SOLID Principles in PHP: A Practical Guide for Real Projects

SOLID principles help PHP developers reduce coupling, clarify responsibilities, and design code that can evolve safely.

May 19, 2026

SOLID principles help PHP developers reduce coupling, clarify responsibilities, and design code that can evolve safely.

SOLID is about change

SOLID is sometimes taught as a checklist, but its real purpose is to manage change. Every principle points at a common failure mode: classes doing too much, code that requires modification for every new case, subclasses that break expectations, interfaces that force unused methods, and high-level logic tied to low-level details. In a real project, these problems show up as slow development and risky releases.

Single Responsibility Principle

A class should have one primary reason to change. A controller that validates permissions, calculates prices, writes database rows, and sends email has many reasons. Splitting the workflow into an action, a policy, a calculator, a repository, and a notifier makes each piece easier to understand. The goal is not tiny classes for their own sake; the goal is change isolation.

Open Closed Principle

Code should be open for extension and closed for modification. In practice, that often means replacing a growing conditional with strategies, handlers, or a registry. If a shipping calculator changes every time a new carrier is added, the system is not closed to modification. A ShippingMethod interface lets new carriers be added as new classes while existing code remains stable.

Liskov Substitution Principle

A subtype should be usable wherever its parent type is expected. Violations happen when a child class throws unsupported exceptions, ignores required behavior, or changes the meaning of a method. This is one reason composition can be safer than inheritance. If subclasses cannot honor the same contract, they probably should not share that parent type.

Interface Segregation Principle

Clients should not be forced to depend on methods they do not use. A large ContentServiceInterface with publish, archive, render, translate, import, and export methods will pressure every implementation to fake behavior. Smaller interfaces keep dependencies honest. A renderer needs RenderableContent, while an importer needs ImportableContent.

Dependency Inversion Principle

High-level policy should not depend directly on low-level details. A checkout workflow should depend on a PaymentGateway interface, not a specific HTTP client. Laravel dependency injection makes this practical. Bind the interface to a concrete implementation in a service provider, and tests can replace it with a fake.

Using SOLID without overengineering

SOLID does not mean every class needs an interface. Start with clear responsibilities. Introduce interfaces where variation, testing, or external dependencies create pressure. Use patterns when the code asks for them. The best SOLID design feels boring because each class does exactly what its name promises.

Internal reading path

This article is part of a connected OOP and design patterns series. Continue with these related guides:

Practical checklist

  • Name the responsibility before choosing a pattern.
  • Prefer small contracts where behavior varies or external services are involved.
  • Keep controllers at the edge and move workflows into named application code.
  • Add tests around the behavior that is most likely to change.
  • Use patterns to reduce coupling, not to make simple code look advanced.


Activity:
Determine how many lines of the entries that follow contain "Semantic", and respond with that number alone.

=== Section Start ===

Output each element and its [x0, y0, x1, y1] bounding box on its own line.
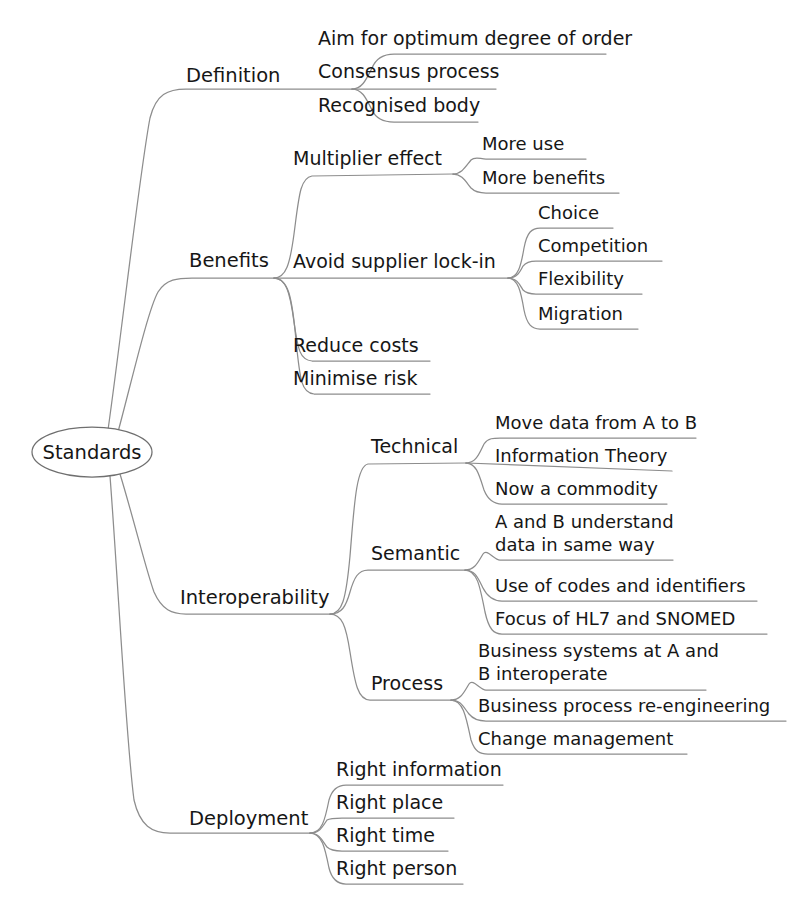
branch-label-benefits: Benefits — [189, 249, 269, 272]
node-focus-hl7-snomed: Focus of HL7 and SNOMED — [495, 608, 735, 629]
branch-label-definition: Definition — [186, 64, 280, 87]
node-competition: Competition — [538, 235, 648, 256]
node-a-and-b-understand-line1: A and B understand — [495, 511, 674, 532]
node-more-use: More use — [482, 133, 564, 154]
node-right-time: Right time — [336, 824, 435, 846]
node-benefits-multiplier-effect: Multiplier effect — [293, 147, 442, 169]
node-choice: Choice — [538, 202, 599, 223]
node-business-process-reengineering: Business process re-engineering — [478, 695, 770, 716]
node-a-and-b-understand-line2: data in same way — [495, 534, 655, 555]
node-right-place: Right place — [336, 791, 443, 813]
node-migration: Migration — [538, 303, 623, 324]
trunk-to-benefits — [118, 278, 274, 432]
trunk-to-deployment — [110, 476, 310, 833]
connector-interop-child-1 — [330, 570, 465, 614]
node-benefits-reduce-costs: Reduce costs — [293, 334, 419, 356]
node-definition-child-0: Aim for optimum degree of order — [318, 27, 632, 49]
node-more-benefits: More benefits — [482, 167, 605, 188]
node-right-information: Right information — [336, 758, 502, 780]
node-move-data: Move data from A to B — [495, 412, 697, 433]
branch-definition[interactable]: Definition Aim for optimum degree of ord… — [186, 27, 632, 122]
branch-benefits[interactable]: Benefits Multiplier effect Avoid supplie… — [189, 133, 662, 394]
node-use-of-codes: Use of codes and identifiers — [495, 575, 746, 596]
node-flexibility: Flexibility — [538, 268, 624, 289]
branch-interoperability[interactable]: Interoperability Technical Semantic Proc… — [180, 412, 786, 754]
node-technical: Technical — [370, 435, 458, 457]
mind-map-canvas: Standards Definition Aim for optimum deg… — [0, 0, 808, 917]
root-label: Standards — [43, 441, 142, 464]
branch-label-interoperability: Interoperability — [180, 586, 329, 609]
node-business-systems-line2: B interoperate — [478, 663, 608, 684]
node-definition-child-2: Recognised body — [318, 94, 480, 116]
branch-deployment[interactable]: Deployment Right information Right place… — [189, 758, 503, 884]
node-right-person: Right person — [336, 857, 457, 879]
node-change-management: Change management — [478, 728, 673, 749]
node-benefits-avoid-lock-in: Avoid supplier lock-in — [293, 250, 496, 272]
node-benefits-minimise-risk: Minimise risk — [293, 367, 417, 389]
node-definition-child-1: Consensus process — [318, 60, 499, 82]
node-now-a-commodity: Now a commodity — [495, 478, 658, 499]
node-business-systems-line1: Business systems at A and — [478, 640, 719, 661]
node-process: Process — [371, 672, 443, 694]
root-node[interactable]: Standards — [32, 427, 152, 477]
node-semantic: Semantic — [371, 542, 460, 564]
branch-label-deployment: Deployment — [189, 807, 309, 830]
node-information-theory: Information Theory — [495, 445, 668, 466]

=== Section End ===

Answer to the problem:
2